As Anti-Abortion Activists Make Headway, Shock Abounds

As Anti-Abortion Activists Make Headway, Shock Abounds April 6, 2012

I’ve heard from so many people, especially women, who are utterly shocked at the progress anti-abortion forces have made in the last year and a half. Left and right bills are being passed that limit women’s ability to obtain abortions.

The latest one in Georgia outlaws abortion after 20 weeks, with exception only given for pregnancies that are “medically futile” or threaten the mother’s life. There are initiatives to bestow personhood on zygotes and fetuses taking place all over the country. The Virginia ultrasound bill passed and Utah recently mandated a three day waiting period.

When Thomas Frank wrote What’s the Matter with Kansas back in 2004, he argued that Republicans were essentially using issues like abortion in order to gain votes (and to get people to vote against their economic best interests), but that once in office they never did anything about it. It was essentially symbolic. That has clearly changed.

The laws that have been passed or proposed in the last year and a half, these are laws that the anti-abortion movement has wanted to pass for a long time. I know because I grew up attending rallies and banquets where these sorts of laws were called for. The goal was to pass longer waiting periods, to mandate ultrasounds, to mandate that women hear about the “health risks” of abortion, etc, all in the hopes of keeping women from getting abortions. And of course, I grew up hearing the morning after pill and even the birth control pill itself denounced as “abortifacients,” and therefore as something that should be banned alongside abortion (because, I was taught, they were abortion). But of course, all of this was a pipe dream, something to keep plugging away at but not something that could be accomplished all at once.

What changed was that in 2010 Republicans made incredibly impressive electoral gains. Suddenly, in many states Republicans controlled the governorship and both houses of the state legislature – and sometimes with enormous margins. And these newly Republicans weren’t you grandfather’s Republicans either – they were Tea Party Republicans.

A lot of people tried to pretend that the Tea Party was all about libertarianism and had nothing to do with conservative social issues. The thing is, libertarianism and social conservatism have become so entangled in this country that they’re pretty difficult to unsort from each other. Even leading libertarian Ron Paul calls for abortion to be banned.

As any historian will tell you, modern conservatism was born in the 1950s out of several different strands: libertarianism, social conservatism, and anticommunism. Anticommunism bound the first two strands, which technically contradict each other, together, and that alliance largely holds up to this day.

With the surge of the Tea Party and the Republicanization of state governments, the anti-abortion movement finally had what it needed to act. The laws and ideas that it has brought forward are not new, but what is new is that they have the political capital to enact their agenda. And that is what they are busily working on doing.

I don’t know why so many liberals stayed home in 2010. It’s like they didn’t realize that there would be consequences if they did so, and it is those consequences we are seeing. Even the discussion on contraception is part of that; after all, the anti-abortion movement has been dead set against hormonal contraception (which they argue is the same as abortion) for decades. This isn’t new. It’s just that before it sort of stayed under the radar. But with the changing political fortunes of 2010, no longer.

One reason for the flurry of new laws, including laws like that of Georgia, which are blatant violations of Roe v. Wade, is that the anti-abortion movement is hoping to force a Supreme Court reevaluation of Roe. Why? Because they know what I know. The Supreme Court has been moving to the right for decades. Far, far to the right. A right-wing takeover of sorts. If Roe is reevaluated by today’s Supreme Court, I cannot say with confidence that it would be upheld. And the anti-abortion movement is very, very aware of that.

Besides trying to force a Supreme Court reevaluation, the current flurry of new laws has another motivation: preventing women from having abortions by whatever means possible. Whether anti-abortion activists oppose abortion because it involves “murdering babies” or whether they oppose it because it involves women rejecting their rightful role, motherhood, every abortion that is prevented is a success.

Waiting laws, ultrasound bills, restrictions and requirements, it’s all part of trying to scare or shame women out of having abortions – whether because abortion is murder or because a woman must take “responsibility” for having sex without being ready to accept her God-given role of motherhood – or even to simply prevent women from having abortions altogether. When states like Mississippi have only one abortion provider, the result is that many women simply cannot obtain abortions, or would have to go through a great deal of trouble to do so. This is the goal of the anti-abortion movement and has been their agenda for years. Short of forcing a reevaluation of Roe, they want to make abortions as hard, humiliating, and even impossible to get as they possibly can.

Like I said, I’m not surprised. What I am is more and more and more convinced that every election matters. We need to not simply become jaded or apathetic when those we vote for don’t fulfill everything they hoped they would. And, we need to remember that state and local elections matter as well. Believe it or not, some municipalities have started imposing lengthier waiting periods and entangling abortion clinics in a growing web of regulation. Being politically involved and fighting for women’s reproductive rights is critically important. As a woman of reproductive age and the mother of a young daughter, I am reminded of that every day.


### WHAT THE EXERCISE ASKS
Give the records below again in full, exactly as written, but without any images.

==== DATA EXTRACT ====

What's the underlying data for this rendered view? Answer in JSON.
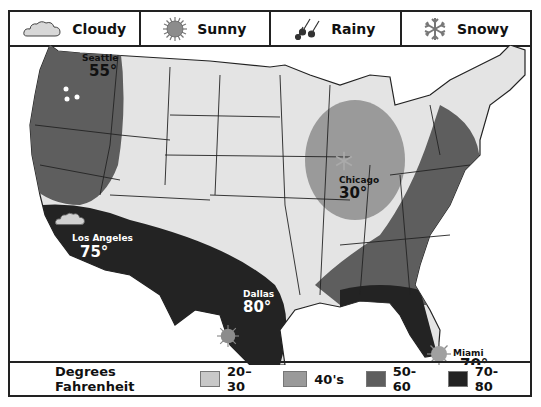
{
  "header": {
    "items": [
      {
        "label": "Cloudy",
        "icon": "cloud-icon"
      },
      {
        "label": "Sunny",
        "icon": "sun-icon"
      },
      {
        "label": "Rainy",
        "icon": "rain-icon"
      },
      {
        "label": "Snowy",
        "icon": "snowflake-icon"
      }
    ]
  },
  "cities": [
    {
      "name": "Seattle",
      "temp": "55°",
      "weather": "Rainy"
    },
    {
      "name": "Los Angeles",
      "temp": "75°",
      "weather": "Cloudy"
    },
    {
      "name": "Dallas",
      "temp": "80°",
      "weather": "Sunny"
    },
    {
      "name": "Chicago",
      "temp": "30°",
      "weather": "Snowy"
    },
    {
      "name": "Miami",
      "temp": "70°",
      "weather": "Sunny"
    }
  ],
  "legend": {
    "title": "Degrees Fahrenheit",
    "items": [
      {
        "label": "20–30",
        "color": "#c8c8c8"
      },
      {
        "label": "40's",
        "color": "#9a9a9a"
      },
      {
        "label": "50-60",
        "color": "#5e5e5e"
      },
      {
        "label": "70-80",
        "color": "#232323"
      }
    ]
  },
  "colors": {
    "land": "#e4e4e4",
    "band_20_30": "#c8c8c8",
    "band_40s": "#9a9a9a",
    "band_50_60": "#5e5e5e",
    "band_70_80": "#232323",
    "border": "#222222"
  }
}
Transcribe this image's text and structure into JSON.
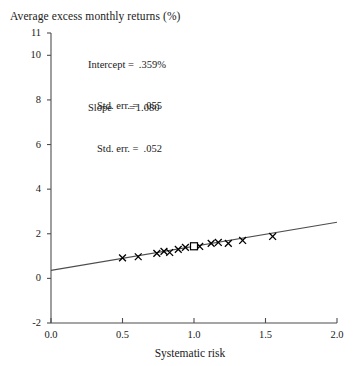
{
  "chart_data": {
    "type": "scatter",
    "title": "Average excess monthly returns (%)",
    "xlabel": "Systematic risk",
    "ylabel": "Average excess monthly returns (%)",
    "xlim": [
      0.0,
      2.0
    ],
    "ylim": [
      -2,
      11
    ],
    "xticks": [
      "0.0",
      "0.5",
      "1.0",
      "1.5",
      "2.0"
    ],
    "xtick_values": [
      0.0,
      0.5,
      1.0,
      1.5,
      2.0
    ],
    "yticks": [
      "-2",
      "0",
      "2",
      "4",
      "6",
      "8",
      "10",
      "11"
    ],
    "ytick_values": [
      -2,
      0,
      2,
      4,
      6,
      8,
      10,
      11
    ],
    "grid": false,
    "legend": "none",
    "series": [
      {
        "name": "Portfolios",
        "marker": "x",
        "color": "#000000",
        "points": [
          {
            "x": 0.5,
            "y": 0.92
          },
          {
            "x": 0.61,
            "y": 0.97
          },
          {
            "x": 0.74,
            "y": 1.12
          },
          {
            "x": 0.79,
            "y": 1.21
          },
          {
            "x": 0.83,
            "y": 1.16
          },
          {
            "x": 0.89,
            "y": 1.3
          },
          {
            "x": 0.94,
            "y": 1.39
          },
          {
            "x": 1.04,
            "y": 1.43
          },
          {
            "x": 1.12,
            "y": 1.57
          },
          {
            "x": 1.17,
            "y": 1.61
          },
          {
            "x": 1.24,
            "y": 1.57
          },
          {
            "x": 1.34,
            "y": 1.7
          },
          {
            "x": 1.55,
            "y": 1.88
          }
        ]
      },
      {
        "name": "Market portfolio",
        "marker": "open-square",
        "color": "#000000",
        "points": [
          {
            "x": 1.0,
            "y": 1.44
          }
        ]
      }
    ],
    "fit_line": {
      "name": "Fitted regression line",
      "intercept": 0.359,
      "slope": 1.08,
      "x_start": 0.0,
      "x_end": 2.0,
      "y_start": 0.359,
      "y_end": 2.519,
      "color": "#4d4d4d"
    },
    "annotations": {
      "intercept": {
        "label": "Intercept =",
        "value": ".359%",
        "stderr_label": "Std. err. =",
        "stderr_value": ".055"
      },
      "slope": {
        "label": "Slope",
        "equals": "=",
        "value": "1.080",
        "stderr_label": "Std. err. =",
        "stderr_value": ".052"
      }
    }
  }
}
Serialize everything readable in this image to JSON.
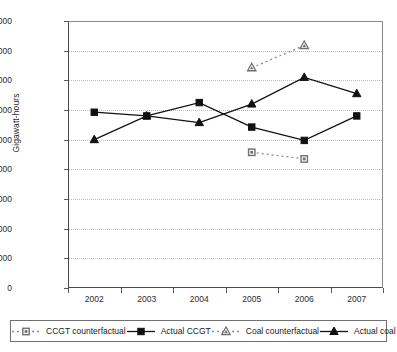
{
  "chart_data": {
    "type": "line",
    "title": "",
    "xlabel": "",
    "ylabel": "Gigawatt-hours",
    "categories": [
      "2002",
      "2003",
      "2004",
      "2005",
      "2006",
      "2007"
    ],
    "ylim": [
      0,
      180000
    ],
    "ytick_values": [
      0,
      20000,
      40000,
      60000,
      80000,
      100000,
      120000,
      140000,
      160000,
      180000
    ],
    "ytick_labels": [
      "0",
      "20,000",
      "40,000",
      "60,000",
      "80,000",
      "100,000",
      "120,000",
      "140,000",
      "160,000",
      "180,000"
    ],
    "grid": true,
    "legend_position": "bottom",
    "series": [
      {
        "name": "CCGT counterfactual",
        "marker": "square-open",
        "line": "dotted",
        "color": "#8c8c8c",
        "x": [
          "2005",
          "2006"
        ],
        "values": [
          91500,
          87000
        ]
      },
      {
        "name": "Actual CCGT",
        "marker": "square-filled",
        "line": "solid",
        "color": "#111111",
        "x": [
          "2002",
          "2003",
          "2004",
          "2005",
          "2006",
          "2007"
        ],
        "values": [
          118500,
          116000,
          125000,
          108500,
          99500,
          116000
        ]
      },
      {
        "name": "Coal counterfactual",
        "marker": "triangle-open",
        "line": "dotted",
        "color": "#8c8c8c",
        "x": [
          "2005",
          "2006"
        ],
        "values": [
          148500,
          163500
        ]
      },
      {
        "name": "Actual coal",
        "marker": "triangle-filled",
        "line": "solid",
        "color": "#111111",
        "x": [
          "2002",
          "2003",
          "2004",
          "2005",
          "2006",
          "2007"
        ],
        "values": [
          100000,
          116000,
          111500,
          124000,
          142000,
          131000
        ]
      }
    ]
  },
  "axis": {
    "ylabel": "Gigawatt-hours"
  },
  "legend": {
    "items": [
      {
        "label": "CCGT counterfactual"
      },
      {
        "label": "Actual CCGT"
      },
      {
        "label": "Coal counterfactual"
      },
      {
        "label": "Actual coal"
      }
    ]
  }
}
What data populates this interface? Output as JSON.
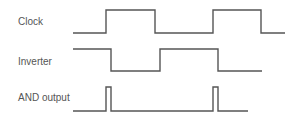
{
  "diagram": {
    "type": "timing-diagram",
    "colors": {
      "line": "#555555",
      "text": "#555555",
      "background": "#ffffff"
    },
    "signals": [
      {
        "name": "Clock",
        "label_pos": [
          18,
          16
        ],
        "points": "73,33 106,33 106,10 155,10 155,33 213,33 213,10 261,10 261,33 285,33"
      },
      {
        "name": "Inverter",
        "label_pos": [
          18,
          56
        ],
        "points": "73,49 111,49 111,71 160,71 160,49 218,49 218,71 262,71"
      },
      {
        "name": "AND output",
        "label_pos": [
          18,
          92
        ],
        "points": "73,111 106,111 106,87 111,87 111,111 213,111 213,87 218,87 218,111 248,111"
      }
    ]
  }
}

====

### YOUR SOLUTION
What's the underlying data for this rendered view? Answer in JSON.
{
  "header": {
    "items": [
      {
        "label": "Cloudy",
        "icon": "cloud-icon"
      },
      {
        "label": "Sunny",
        "icon": "sun-icon"
      },
      {
        "label": "Rainy",
        "icon": "rain-icon"
      },
      {
        "label": "Snowy",
        "icon": "snowflake-icon"
      }
    ]
  },
  "cities": [
    {
      "name": "Seattle",
      "temp": "55°",
      "weather": "Rainy"
    },
    {
      "name": "Los Angeles",
      "temp": "75°",
      "weather": "Cloudy"
    },
    {
      "name": "Dallas",
      "temp": "80°",
      "weather": "Sunny"
    },
    {
      "name": "Chicago",
      "temp": "30°",
      "weather": "Snowy"
    },
    {
      "name": "Miami",
      "temp": "70°",
      "weather": "Sunny"
    }
  ],
  "legend": {
    "title": "Degrees Fahrenheit",
    "items": [
      {
        "label": "20–30",
        "color": "#c8c8c8"
      },
      {
        "label": "40's",
        "color": "#9a9a9a"
      },
      {
        "label": "50-60",
        "color": "#5e5e5e"
      },
      {
        "label": "70-80",
        "color": "#232323"
      }
    ]
  },
  "colors": {
    "land": "#e4e4e4",
    "band_20_30": "#c8c8c8",
    "band_40s": "#9a9a9a",
    "band_50_60": "#5e5e5e",
    "band_70_80": "#232323",
    "border": "#222222"
  }
}
Transcribe this image's text and structure into JSON.
{
  "chart_data": {
    "type": "scatter",
    "title": "Average excess monthly returns (%)",
    "xlabel": "Systematic risk",
    "ylabel": "Average excess monthly returns (%)",
    "xlim": [
      0.0,
      2.0
    ],
    "ylim": [
      -2,
      11
    ],
    "xticks": [
      "0.0",
      "0.5",
      "1.0",
      "1.5",
      "2.0"
    ],
    "xtick_values": [
      0.0,
      0.5,
      1.0,
      1.5,
      2.0
    ],
    "yticks": [
      "-2",
      "0",
      "2",
      "4",
      "6",
      "8",
      "10",
      "11"
    ],
    "ytick_values": [
      -2,
      0,
      2,
      4,
      6,
      8,
      10,
      11
    ],
    "grid": false,
    "legend": "none",
    "series": [
      {
        "name": "Portfolios",
        "marker": "x",
        "color": "#000000",
        "points": [
          {
            "x": 0.5,
            "y": 0.92
          },
          {
            "x": 0.61,
            "y": 0.97
          },
          {
            "x": 0.74,
            "y": 1.12
          },
          {
            "x": 0.79,
            "y": 1.21
          },
          {
            "x": 0.83,
            "y": 1.16
          },
          {
            "x": 0.89,
            "y": 1.3
          },
          {
            "x": 0.94,
            "y": 1.39
          },
          {
            "x": 1.04,
            "y": 1.43
          },
          {
            "x": 1.12,
            "y": 1.57
          },
          {
            "x": 1.17,
            "y": 1.61
          },
          {
            "x": 1.24,
            "y": 1.57
          },
          {
            "x": 1.34,
            "y": 1.7
          },
          {
            "x": 1.55,
            "y": 1.88
          }
        ]
      },
      {
        "name": "Market portfolio",
        "marker": "open-square",
        "color": "#000000",
        "points": [
          {
            "x": 1.0,
            "y": 1.44
          }
        ]
      }
    ],
    "fit_line": {
      "name": "Fitted regression line",
      "intercept": 0.359,
      "slope": 1.08,
      "x_start": 0.0,
      "x_end": 2.0,
      "y_start": 0.359,
      "y_end": 2.519,
      "color": "#4d4d4d"
    },
    "annotations": {
      "intercept": {
        "label": "Intercept =",
        "value": ".359%",
        "stderr_label": "Std. err. =",
        "stderr_value": ".055"
      },
      "slope": {
        "label": "Slope",
        "equals": "=",
        "value": "1.080",
        "stderr_label": "Std. err. =",
        "stderr_value": ".052"
      }
    }
  }
}
Serialize everything readable in this image to JSON.
{
  "chart_data": {
    "type": "line",
    "title": "",
    "xlabel": "",
    "ylabel": "Gigawatt-hours",
    "categories": [
      "2002",
      "2003",
      "2004",
      "2005",
      "2006",
      "2007"
    ],
    "ylim": [
      0,
      180000
    ],
    "ytick_values": [
      0,
      20000,
      40000,
      60000,
      80000,
      100000,
      120000,
      140000,
      160000,
      180000
    ],
    "ytick_labels": [
      "0",
      "20,000",
      "40,000",
      "60,000",
      "80,000",
      "100,000",
      "120,000",
      "140,000",
      "160,000",
      "180,000"
    ],
    "grid": true,
    "legend_position": "bottom",
    "series": [
      {
        "name": "CCGT counterfactual",
        "marker": "square-open",
        "line": "dotted",
        "color": "#8c8c8c",
        "x": [
          "2005",
          "2006"
        ],
        "values": [
          91500,
          87000
        ]
      },
      {
        "name": "Actual CCGT",
        "marker": "square-filled",
        "line": "solid",
        "color": "#111111",
        "x": [
          "2002",
          "2003",
          "2004",
          "2005",
          "2006",
          "2007"
        ],
        "values": [
          118500,
          116000,
          125000,
          108500,
          99500,
          116000
        ]
      },
      {
        "name": "Coal counterfactual",
        "marker": "triangle-open",
        "line": "dotted",
        "color": "#8c8c8c",
        "x": [
          "2005",
          "2006"
        ],
        "values": [
          148500,
          163500
        ]
      },
      {
        "name": "Actual coal",
        "marker": "triangle-filled",
        "line": "solid",
        "color": "#111111",
        "x": [
          "2002",
          "2003",
          "2004",
          "2005",
          "2006",
          "2007"
        ],
        "values": [
          100000,
          116000,
          111500,
          124000,
          142000,
          131000
        ]
      }
    ]
  },
  "axis": {
    "ylabel": "Gigawatt-hours"
  },
  "legend": {
    "items": [
      {
        "label": "CCGT counterfactual"
      },
      {
        "label": "Actual CCGT"
      },
      {
        "label": "Coal counterfactual"
      },
      {
        "label": "Actual coal"
      }
    ]
  }
}
What data populates this interface? Output as JSON.
{
  "diagram": {
    "type": "timing-diagram",
    "colors": {
      "line": "#555555",
      "text": "#555555",
      "background": "#ffffff"
    },
    "signals": [
      {
        "name": "Clock",
        "label_pos": [
          18,
          16
        ],
        "points": "73,33 106,33 106,10 155,10 155,33 213,33 213,10 261,10 261,33 285,33"
      },
      {
        "name": "Inverter",
        "label_pos": [
          18,
          56
        ],
        "points": "73,49 111,49 111,71 160,71 160,49 218,49 218,71 262,71"
      },
      {
        "name": "AND output",
        "label_pos": [
          18,
          92
        ],
        "points": "73,111 106,111 106,87 111,87 111,111 213,111 213,87 218,87 218,111 248,111"
      }
    ]
  }
}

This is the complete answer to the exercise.